Thursday, January 13, 2005

Buying a Meal Ticket


The New York Times > Opinion > Op-Ed Columnist: Men Just Want Mommy

"Powerful women are at a disadvantage in the marriage market because men may prefer to marry less-accomplished women." Men think that women with important jobs are more likely to cheat on them....there are evolutionary pressures on males to take steps to minimize the risk of raising offspring that are not their own."...smart men with demanding jobs would rather have old-fashioned wives, like their mums, than equals. The study found that a high I.Q. hampers a woman's chance to get married, while it is a plus for men. The prospect for marriage increased by 35 percent for guys for each 16-point increase in I.Q.; for women, there is a 40 percent drop for each 16-point rise. So was the feminist movement some sort of cruel hoax? The more women achieve, the less desirable they are? Women want to be in a relationship with guys they can seriously talk to - unfortunately, a lot of those guys want to be in relationships with women they don't have to talk to.

As with all sociobiological explanations there's probably something to it but it misses the point.
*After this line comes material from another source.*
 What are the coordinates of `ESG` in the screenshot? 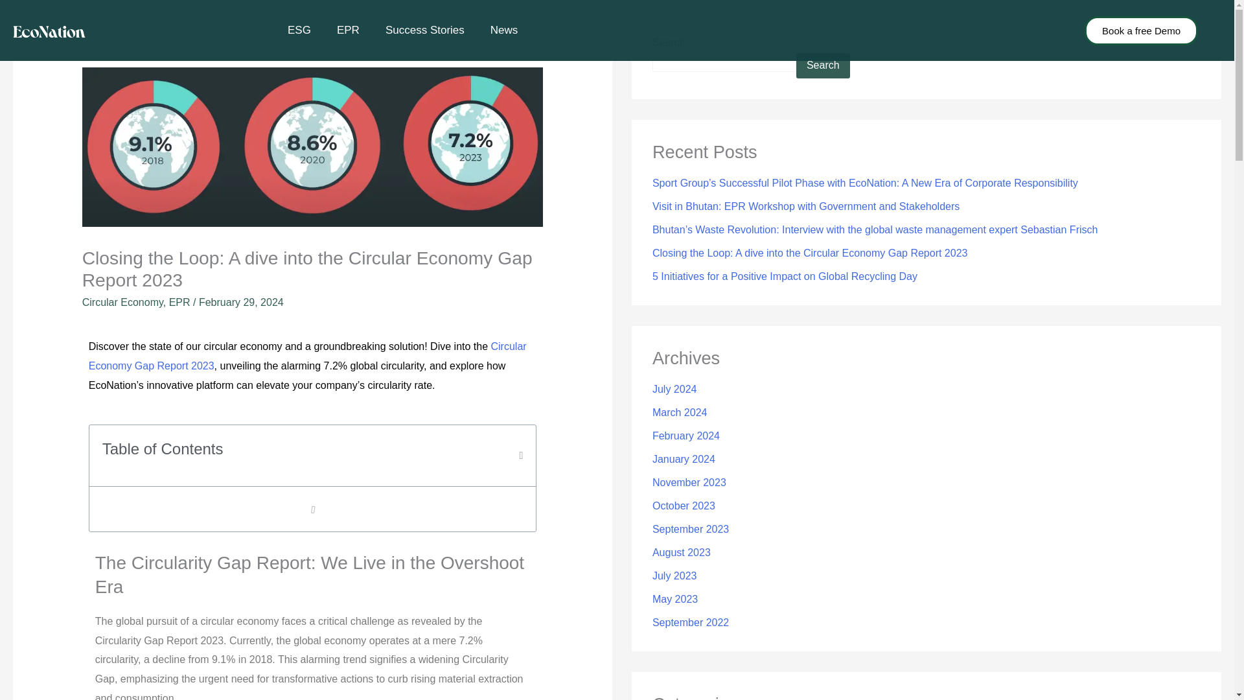 It's located at (299, 30).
With every 16 point rise in IQ there's that much less reason for women to get married--particularly since men look for ego-stroking and support services. When I was growing up the only way to get a place of your own was by getting married. The only alternative was to be an old maid schoolteacher and take care of your aging parents until they died and you inherited the house. When I was an undergraduate, Miss Cowler, the English professor who instilled my lifelong passion for the Enlightenment (which she, and everyone else at the time called "The Eighteenth Century") invited me to her house for drinks. I still remember the beautiful cylindrical glasses with false bottoms in which she served liqueurs and my amazement at the fact that she, an unmarried women, actually lived in a house on her own. I thought there was some law against it.
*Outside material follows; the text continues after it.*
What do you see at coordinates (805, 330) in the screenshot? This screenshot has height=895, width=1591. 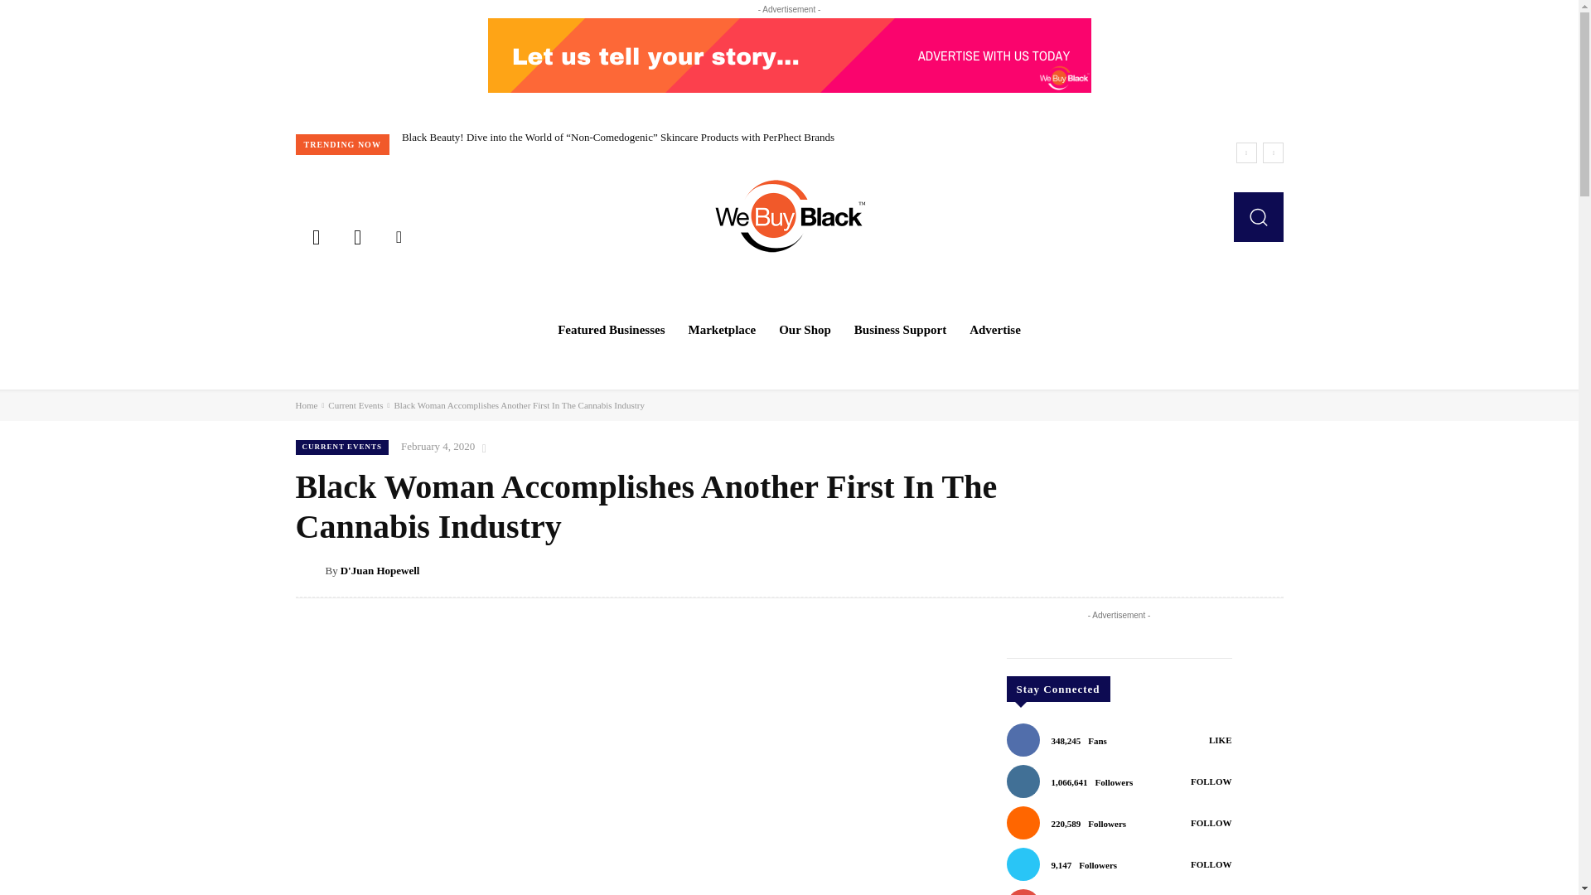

My mother's view was that a man was, as she put it, a "meal ticket." You got married to get a house of your own and a man to pay the mortgage, take out the trash and do odd jobs. It was also the ticket out of the labor force, where there were no options for women other than dead-end drudgery at low wages. As my mother said of my cousin Joan, who had taught elementary school, "she couldn't stand dealing with those 30 little stinkers so she got pregnant as soon as possible." Coming from this I wondered why any woman who could get a good job and make enough money to buy a house, get nice liqueur glasses, and pay for handyman services, would get married.

It always amazed me that feminists by and large bought into the male picture of the traditional arrangement according to which women were subservient and oppressed. According to the traditional female picture men were dumb animals with strong backs and weak brains whom women manipulated. My mother told me the story of a remote ancestor, apparently domiciled in Silas Marner country around the time of the Industrial Revolution. He had a loom in his cottage which he worked lying on the floor underneath it. When he tried to come up for a break, pulling backward to sit up, his wife would grab him by the ankles, drag him back under the loom and force him to keep working. Did traditional men ever get the idea that traditional women were using them---flattering their vanity, soothing their egos and providing small services in order to get houses of their own, financial support and household maintenance? Did they ever realize that it was traditional women, not feminists, who were contemptuous of them?

I don't practice what I preach--married very young and now married for 32 years, I wanted a relationship with someone I could talk to and a real Dick-and-Jane family in the suburbs--and I fell in love. But none of my friends are married. Why bother? If you have a decent job and aren't looking for a bail out, if you can buy a house on your own salary and afford to hire a handyman, if you can get the things you want without sucking up, playing games, flattering and doing little services for a male companion, why bother?

2 comments:

Anonymous said...

I have been married for 13 years and I'm married because I realized at some point that "the things I want" were not THINGS at all. When I read the article I wondered how a "demanding job" presumably outside the home makes a man somehow superior to his "old-fashioned wife". How is she not his equal? Because she is not like him? Because she does not participate in the construct called, work week and career? How did the measure of a person become reduced to nothing more than a job title or salary? Or is it just that our materialistic world has twisted what constitutes success, failure, worth and equality. Mozart died penniless and was buried in a paupers grave, vanGogh was derided and ignored...perhaps those who willingly sell their lives an hour at a time to buy a bunch of crap and to ensure the success of others are not as smart as they may believe. I recently overheard a woman I know claim that being a stay at home mother is demeaning...of course she gets botulism injected into her face and spends her days "sucking up, playing games, flattering and doing little services" for a man that's not even paying her mortgage so that she can be "equal"...not demeaning at all. It amazes me that women think that we are no longer buying into male arrangements and that somehow that going to work means we are no longer subservient and oppressed...we may have wanted real equality but we have accepted an ersatz facsimile...

Anonymous said...

When I read the article in the Times I couldn't help but think of a Yiddish saying that my poppy was fond of. The girl who can't dance, says the band can't play. Perhaps these women need to take a closer look at why they are undesirable, and I don't think it's because they are too brilliant and wonderful. As for the "less accomplished women" it sounds as if they are accomplishing quite a bit!